Purchaser in United Kingdom

Definition of Purchaser Or Buyer

A term used in legal work arising out of the sale and purchase of property.

Unreasonable Purchaser

It is difficult to be sure how far the principle that, apart from insurance contracts, the reaonableness or otherwise of reliance on a misrepresentation is irrelevant can be taken. Suppose, for example, I am selling my car and, prior to the contract, I tell the prospective purchaser that the car is amphibious and will go across water. Can the purchaser later claim against me because this ridiculous statement turns out to be untrue, as he has discovered now that the car is at the bottom of the river? Clearly, there may be difficulties of proving that there was reliance in fact, as noted above, but assuming that it is established that the statement was believed by the purchaser (for example, by the fact that he tried to drive across a river), the Museprime approach would give a remedy in misrepresentation. Would the courts go this far? Or would some degree of reasonable reliance be introduced, where, for example, no reasonable person would ever have believed the statement to be true?.
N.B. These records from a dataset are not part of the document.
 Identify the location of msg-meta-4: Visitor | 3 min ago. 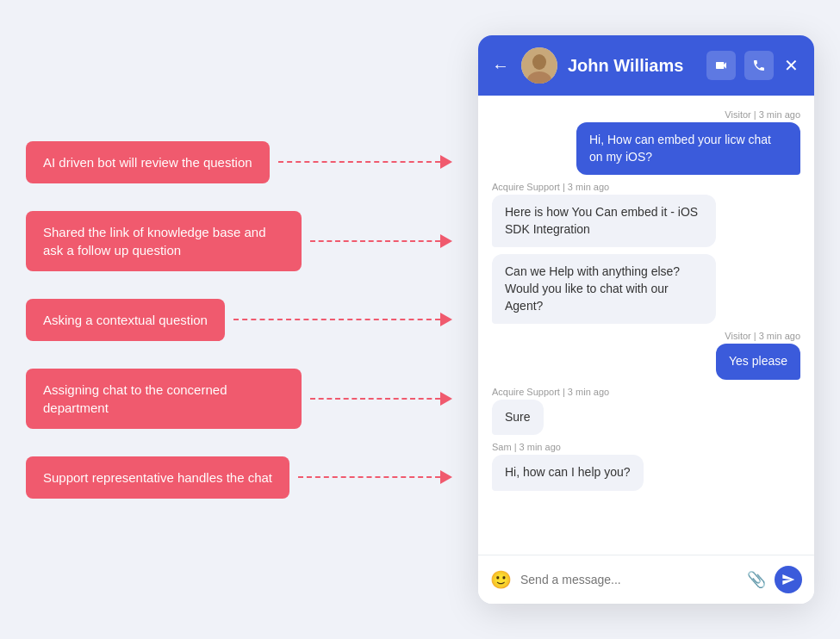
(762, 336).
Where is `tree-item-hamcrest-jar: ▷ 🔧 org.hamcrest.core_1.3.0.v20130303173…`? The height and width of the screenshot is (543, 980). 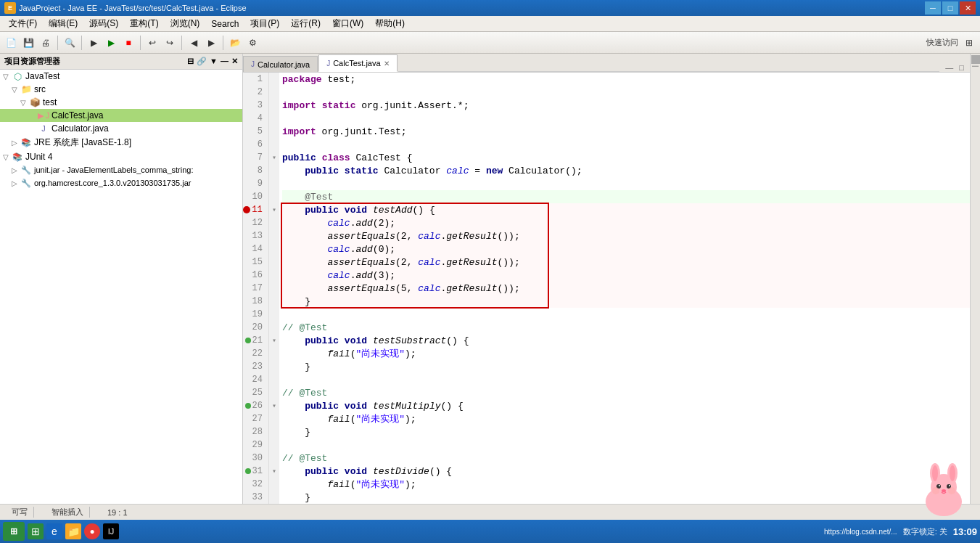 tree-item-hamcrest-jar: ▷ 🔧 org.hamcrest.core_1.3.0.v20130303173… is located at coordinates (121, 183).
The answer may lie in differentiating between ‘reasonableness’ for the purposes of materiality, and the reasonableness of a person’s believing that the statement was true. The Museprime test can be seen as primarily concerned with the former type of ‘reasonableness’. It is dealing with the question of whether a reasonable person would have regarded a statement of this type as containing information which would be a material factor in deciding whether to enter into the contract or not. In relation to the sale of a house, for example, a statement that a garden fence had been erected three years ago (when perhaps in fact it had been erected two years ago) might be seen as immaterial to the contract, so that the ‘reasonable purchaser’ would have been unlikely to have been induced to contract on the basis of it.